March 6, 1862: Bentonville, Arkansas. Gen. Earl Van Dorn puts his army on the road from Fayetteville on March 4, in a swirling snowstorm, heading north to attack what he thought was the divided force of Gen. Samuel Curtis of the Union army. After two days, the Confederates approach Bentonville, hoping to catch part of Curtis’s army there, not knowing that Curtis and his Army of the Southwest had fallen back to Little Sugar Creek, to high ground that would make a good defensive position. Franz Sigel, the immigrant hero general from Germany who commands part of Curtis’s force, sends most of his troops eastward towards Curtis, to join up as the right flank of the army and thus unite the Federal forces. But Sigel remains in Bentonville, or near it, with a small rear-guard to see what the Confederates will do. Van Dorn sends Brig. Gen. James McIntosh with his brigade on a wide march to the west in order come around behind Bentonville and trap the Union rear guard there, but Sigel, being warned by a Unionist man from Fayetteville, escapes just before the Rebels envelope the town. Along the way, there is skirmishing between the Yankees and McIntosh’s infantry and some cavalry. At one point, Sigel puts his troops into line, with artillery, and lures the Rebel cavalry into it: the artillery sprays canister into the Southern horsemen with deadly effect. Sigel completes his retreat to join Curtis’s lines. Van Dorn’s plan is frustrated, so he puts his troops on a different route, on the Bentonville Detour Road–one that will bring them north and behind Pea Ridge overlooking the Union position, knowing that Curtis will expect the Rebels to advance out of Bentonville along Telegraph Road. The rebels march all night.
—Pres. Lincoln sends a message to Congress recommending a plan of compensated emancipation done by the individual states.
—Confederate artilleryman Private George Michael Neese, serving with Stonewall Jackson’s army in the Shenandoah Valley, writes in his journal: "A private in the rear rank has very little opportunity of knowing or learning anything concerning the movements or strength of an approaching enemy, but I have a sort of unexplainable intuition that the Yanks are advancing on Winchester with a heavy force, and that within the next few days we will see either a fight or a fall-back."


▶ [INSTRUCTIONS FOR THE TASK]
What lines of the material below hold the string "fleshed"? Copy them out.

▶ [ENTRIES SHOWN]
------------------------------------------------

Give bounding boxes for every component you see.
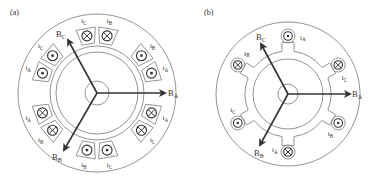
vector-label-b-b: BB [52,152,62,163]
current-label-ia: iA [300,34,306,43]
current-label-ic: iC [342,74,348,83]
current-label-ic: iC [150,136,156,145]
current-label-ia: iA [163,114,169,123]
current-label-ic: iC [81,17,87,26]
current-label-ib: iB [328,130,334,139]
vector-label-b-c: BC [56,29,66,40]
current-label-ia: iA [163,64,169,73]
current-label-ic: iC [230,106,236,115]
vector-label-b-c: BC [256,32,266,43]
panel-b-label: (b) [204,8,214,17]
vector-label-b-a: BA [168,88,179,99]
current-label-ia: iA [25,64,31,73]
panel-a-distributed-winding: (a) iCiBiBiAiAiCiCiBiBiAiAiCBABBBC [10,8,179,172]
current-label-ib: iB [150,42,156,51]
current-label-ib: iB [244,50,250,59]
diagram-stage: (a) iCiBiBiAiAiCiCiBiBiAiAiCBABBBC (b) i… [0,0,376,180]
current-label-ia: iA [272,146,278,155]
current-label-ib: iB [107,17,113,26]
field-vector-b-b [64,93,97,150]
panel-b-concentrated-winding: (b) iAiCiBiAiCiBBABBBC [204,8,363,166]
motor-diagrams: (a) iCiBiBiAiAiCiCiBiBiAiAiCBABBBC (b) i… [0,0,376,180]
current-label-ic: iC [38,42,44,51]
field-vector-b-c [261,44,288,94]
current-label-ib: iB [38,136,44,145]
current-label-ia: iA [25,114,31,123]
current-label-ic: iC [107,161,113,170]
panel-a-label: (a) [10,8,19,17]
vector-label-b-a: BA [352,89,363,100]
current-label-ib: iB [81,161,87,170]
vector-label-b-b: BB [254,148,264,159]
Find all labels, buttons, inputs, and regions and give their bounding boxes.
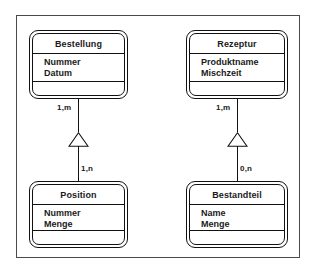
class-operations-compartment [190, 82, 284, 95]
class-attributes-compartment: Name Menge [190, 205, 284, 231]
hollow-triangle-icon [227, 132, 248, 147]
class-title-compartment: Rezeptur [190, 34, 284, 54]
class-attribute: Name [201, 208, 284, 219]
generalization-line-rezeptur-bestandteil-upper [237, 99, 238, 132]
class-attributes-compartment: Nummer Menge [33, 205, 124, 231]
class-title-compartment: Bestellung [33, 34, 124, 54]
class-attribute: Datum [44, 68, 124, 79]
diagram-frame: Bestellung Nummer Datum Rezeptur Produkt… [16, 15, 300, 258]
generalization-line-bestellung-position-lower [78, 146, 79, 182]
class-title-compartment: Position [33, 185, 124, 205]
hollow-triangle-icon [68, 132, 89, 147]
class-box-position[interactable]: Position Nummer Menge [29, 181, 128, 248]
generalization-line-bestellung-position-upper [78, 99, 79, 132]
diagram-canvas: Bestellung Nummer Datum Rezeptur Produkt… [0, 0, 316, 273]
cardinality-label-source: 1,m [57, 103, 71, 112]
class-box-bestandteil[interactable]: Bestandteil Name Menge [186, 181, 288, 248]
class-attribute: Menge [44, 219, 124, 230]
class-title-compartment: Bestandteil [190, 185, 284, 205]
class-name-position: Position [60, 190, 96, 200]
class-attribute: Nummer [44, 57, 124, 68]
class-attribute: Menge [201, 219, 284, 230]
class-box-inner: Rezeptur Produktname Mischzeit [189, 33, 285, 96]
class-operations-compartment [190, 231, 284, 244]
class-operations-compartment [33, 82, 124, 95]
class-operations-compartment [33, 231, 124, 244]
class-box-rezeptur[interactable]: Rezeptur Produktname Mischzeit [186, 30, 288, 99]
generalization-line-rezeptur-bestandteil-lower [237, 146, 238, 182]
cardinality-label-target: 0,n [240, 164, 252, 173]
class-box-inner: Position Nummer Menge [32, 184, 125, 245]
class-box-inner: Bestellung Nummer Datum [32, 33, 125, 96]
class-attribute: Mischzeit [201, 68, 284, 79]
cardinality-label-source: 1,m [216, 103, 230, 112]
class-box-inner: Bestandteil Name Menge [189, 184, 285, 245]
class-attributes-compartment: Produktname Mischzeit [190, 54, 284, 82]
class-name-bestandteil: Bestandteil [212, 190, 262, 200]
cardinality-label-target: 1,n [81, 164, 93, 173]
class-box-bestellung[interactable]: Bestellung Nummer Datum [29, 30, 128, 99]
class-attribute: Produktname [201, 57, 284, 68]
class-name-rezeptur: Rezeptur [217, 39, 256, 49]
class-attribute: Nummer [44, 208, 124, 219]
class-name-bestellung: Bestellung [55, 39, 102, 49]
class-attributes-compartment: Nummer Datum [33, 54, 124, 82]
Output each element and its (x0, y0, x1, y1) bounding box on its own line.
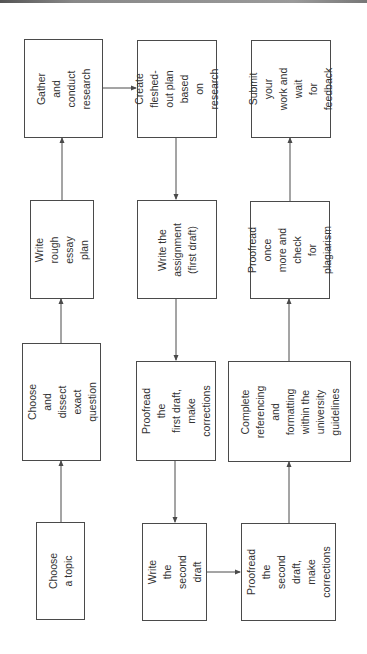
step-choose-topic: Choose a topic (36, 522, 85, 620)
step-proofread-second-draft: Proofread the second draft, make correct… (241, 523, 336, 621)
step-fleshed-out-plan: Create fleshed- out plan based on resear… (137, 40, 217, 138)
step-label: Proofread the second draft, make correct… (244, 546, 334, 597)
step-first-draft: Write the assignment (first draft) (137, 200, 217, 299)
step-second-draft: Write the second draft (142, 523, 207, 621)
step-label: Choose a topic (46, 553, 76, 589)
step-label: Write the assignment (first draft) (155, 223, 200, 277)
step-label: Proofread the first draft, make correcti… (139, 385, 214, 436)
step-plagiarism-check: Proofread once more and check for plagia… (250, 201, 330, 299)
step-label: Create fleshed- out plan based on resear… (132, 69, 222, 110)
step-proofread-first-draft: Proofread the first draft, make correcti… (136, 361, 216, 461)
flowchart-canvas: Gather and conduct research Write rough … (0, 0, 367, 654)
step-label: Write the second draft (145, 555, 205, 589)
step-label: Proofread once more and check for plagia… (245, 226, 335, 274)
step-dissect-question: Choose and dissect exact question (22, 343, 101, 461)
step-label: Write rough essay plan (32, 234, 92, 265)
step-label: Gather and conduct research (34, 68, 94, 109)
step-submit-work: Submit your work and wait for feedback (251, 40, 331, 138)
step-label: Submit your work and wait for feedback (246, 68, 336, 111)
step-gather-research: Gather and conduct research (24, 39, 103, 138)
step-referencing-formatting: Complete referencing and formatting with… (228, 361, 351, 462)
step-label: Choose and dissect exact question (24, 382, 99, 422)
step-label: Complete referencing and formatting with… (237, 381, 342, 442)
step-rough-essay-plan: Write rough essay plan (30, 200, 94, 299)
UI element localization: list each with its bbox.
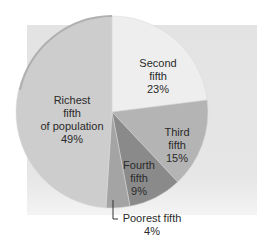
label-third-fifth: Third fifth 15%	[157, 126, 197, 165]
label-fourth-pct: 9%	[119, 185, 159, 198]
label-second-line1: Second	[128, 57, 188, 70]
label-richest-line1: Richest	[32, 94, 112, 107]
label-richest-line2: fifth	[32, 107, 112, 120]
label-richest-fifth: Richest fifth of population 49%	[32, 94, 112, 146]
label-richest-line3: of population	[32, 120, 112, 133]
label-second-line2: fifth	[128, 70, 188, 83]
label-poorest-fifth: Poorest fifth 4%	[117, 212, 187, 238]
label-third-line2: fifth	[157, 139, 197, 152]
label-richest-pct: 49%	[32, 133, 112, 146]
label-second-fifth: Second fifth 23%	[128, 57, 188, 96]
label-fourth-line1: Fourth	[119, 159, 159, 172]
label-third-line1: Third	[157, 126, 197, 139]
label-fourth-fifth: Fourth fifth 9%	[119, 159, 159, 198]
label-second-pct: 23%	[128, 83, 188, 96]
label-third-pct: 15%	[157, 152, 197, 165]
label-fourth-line2: fifth	[119, 172, 159, 185]
label-poorest-pct: 4%	[117, 225, 187, 238]
label-poorest-line1: Poorest fifth	[117, 212, 187, 225]
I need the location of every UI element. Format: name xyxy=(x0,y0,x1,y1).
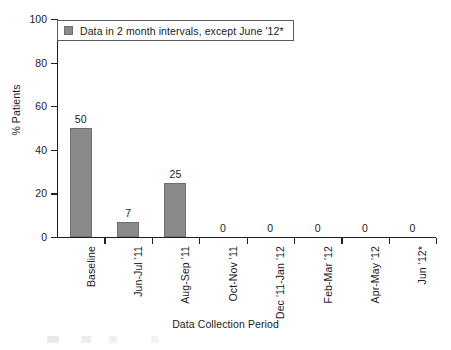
y-axis-tick xyxy=(51,150,57,151)
legend-label: Data in 2 month intervals, except June '… xyxy=(80,25,284,37)
y-axis-tick xyxy=(51,106,57,107)
bar xyxy=(164,183,186,238)
x-axis-tick xyxy=(152,238,153,244)
x-axis-category-label: Jun '12* xyxy=(416,246,428,284)
x-axis-tick xyxy=(294,238,295,244)
bar-value-label: 50 xyxy=(75,113,87,125)
bar-value-label: 0 xyxy=(220,222,226,234)
bar xyxy=(70,128,92,237)
bar xyxy=(117,222,139,237)
x-axis-category-label: Dec '11-Jan '12 xyxy=(274,246,286,319)
y-axis-tick-label: 20 xyxy=(21,187,47,199)
legend-swatch-icon xyxy=(64,26,73,35)
y-axis-line xyxy=(57,19,58,238)
y-axis-tick-label: 40 xyxy=(21,144,47,156)
x-axis-category-label: Apr-May '12 xyxy=(369,246,381,303)
y-axis-tick-label: 0 xyxy=(21,231,47,243)
bar-value-label: 0 xyxy=(409,222,415,234)
x-axis-category-label: Feb-Mar '12 xyxy=(322,246,334,303)
y-axis-tick-label: 60 xyxy=(21,100,47,112)
x-axis-tick xyxy=(199,238,200,244)
bar-value-label: 0 xyxy=(315,222,321,234)
y-axis-tick-label: 80 xyxy=(21,57,47,69)
x-axis-category-label: Aug-Sep '11 xyxy=(179,246,191,304)
x-axis-category-label: Baseline xyxy=(85,246,97,287)
x-axis-title: Data Collection Period xyxy=(0,318,451,330)
bar-value-label: 7 xyxy=(125,207,131,219)
y-axis-tick xyxy=(51,193,57,194)
chart-legend: Data in 2 month intervals, except June '… xyxy=(57,20,294,41)
y-axis-tick-label: 100 xyxy=(21,13,47,25)
x-axis-tick xyxy=(389,238,390,244)
x-axis-tick xyxy=(436,238,437,244)
bar-value-label: 25 xyxy=(170,168,182,180)
x-axis-tick xyxy=(247,238,248,244)
bar-chart-figure: % Patients 020406080100 5072500000 Basel… xyxy=(0,0,451,350)
x-axis-tick xyxy=(341,238,342,244)
y-axis-tick xyxy=(51,63,57,64)
bar-value-label: 0 xyxy=(267,222,273,234)
scan-artifact xyxy=(47,336,197,343)
x-axis-category-label: Oct-Nov '11 xyxy=(227,246,239,301)
x-axis-category-label: Jun-Jul '11 xyxy=(132,246,144,297)
x-axis-tick xyxy=(104,238,105,244)
bar-value-label: 0 xyxy=(362,222,368,234)
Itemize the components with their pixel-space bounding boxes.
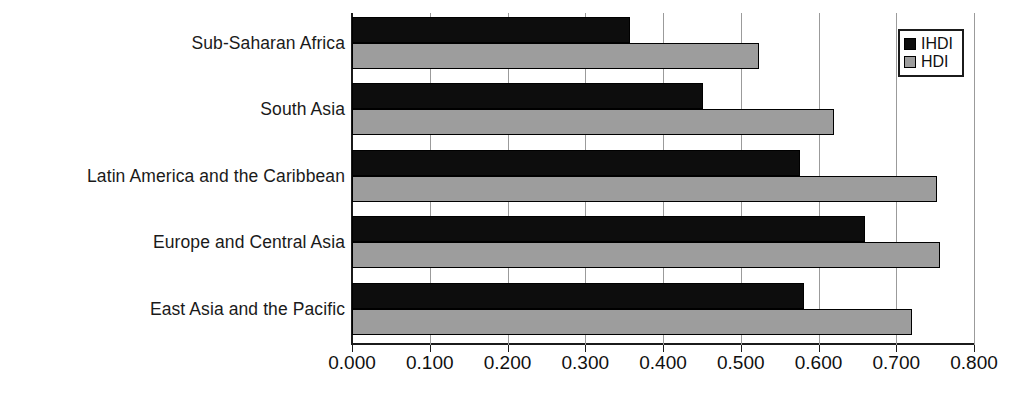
plot-area <box>352 13 974 345</box>
bar-hdi <box>352 176 937 202</box>
gridline <box>974 13 975 345</box>
category-axis-labels: Sub-Saharan AfricaSouth AsiaLatin Americ… <box>0 0 345 403</box>
category-label: South Asia <box>260 99 345 120</box>
x-axis-tick <box>508 345 509 352</box>
bar-ihdi <box>352 216 865 242</box>
bar-hdi <box>352 309 912 335</box>
legend-item: IHDI <box>904 35 957 53</box>
x-axis-tick-label: 0.600 <box>795 352 843 374</box>
x-axis-tick <box>896 345 897 352</box>
category-label: East Asia and the Pacific <box>150 298 345 319</box>
legend-swatch-ihdi <box>904 38 916 50</box>
x-axis-tick-label: 0.700 <box>872 352 920 374</box>
bar-ihdi <box>352 283 804 309</box>
x-axis-tick <box>819 345 820 352</box>
bar-hdi <box>352 109 834 135</box>
x-axis-tick-label: 0.500 <box>717 352 765 374</box>
category-label: Latin America and the Caribbean <box>87 165 345 186</box>
bar-ihdi <box>352 17 630 43</box>
x-axis-tick-label: 0.300 <box>561 352 609 374</box>
x-axis-tick <box>663 345 664 352</box>
legend-item: HDI <box>904 53 957 71</box>
x-axis-tick <box>352 345 353 352</box>
category-label: Europe and Central Asia <box>153 232 345 253</box>
bar-hdi <box>352 242 940 268</box>
x-axis-tick <box>585 345 586 352</box>
x-axis-tick-label: 0.100 <box>406 352 454 374</box>
legend-label: IHDI <box>921 36 953 52</box>
x-axis-tick-label: 0.800 <box>950 352 998 374</box>
x-axis-tick-labels: 0.0000.1000.2000.3000.4000.5000.6000.700… <box>352 352 974 386</box>
chart-legend: IHDIHDI <box>898 29 964 77</box>
x-axis-tick-label: 0.400 <box>639 352 687 374</box>
bar-ihdi <box>352 150 800 176</box>
legend-swatch-hdi <box>904 56 916 68</box>
x-axis-tick-label: 0.200 <box>484 352 532 374</box>
legend-label: HDI <box>921 54 949 70</box>
bar-hdi <box>352 43 759 69</box>
bar-chart: Sub-Saharan AfricaSouth AsiaLatin Americ… <box>0 0 1034 403</box>
x-axis-tick <box>974 345 975 352</box>
x-axis-tick-label: 0.000 <box>328 352 376 374</box>
bar-ihdi <box>352 83 703 109</box>
x-axis-tick <box>430 345 431 352</box>
x-axis-tick <box>741 345 742 352</box>
category-label: Sub-Saharan Africa <box>191 33 345 54</box>
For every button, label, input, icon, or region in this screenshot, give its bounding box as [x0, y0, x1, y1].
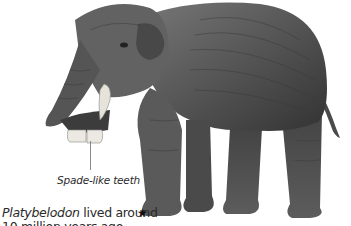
caption-line-1: Platybelodon lived around [2, 206, 158, 220]
teeth-leader-line [90, 141, 91, 170]
species-name: Platybelodon [2, 205, 80, 220]
star-icon: ★ [137, 206, 148, 220]
caption: Platybelodon lived around 10 million yea… [2, 206, 158, 226]
caption-line-2: 10 million years ago [2, 220, 158, 226]
platybelodon-illustration [0, 0, 351, 226]
teeth-label: Spade-like teeth [57, 174, 140, 186]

------------------------------------------------

▶ [RESULT]
step-fleshed-out-plan: Create fleshed- out plan based on resear… (137, 40, 217, 138)
step-label: Create fleshed- out plan based on resear… (132, 69, 222, 110)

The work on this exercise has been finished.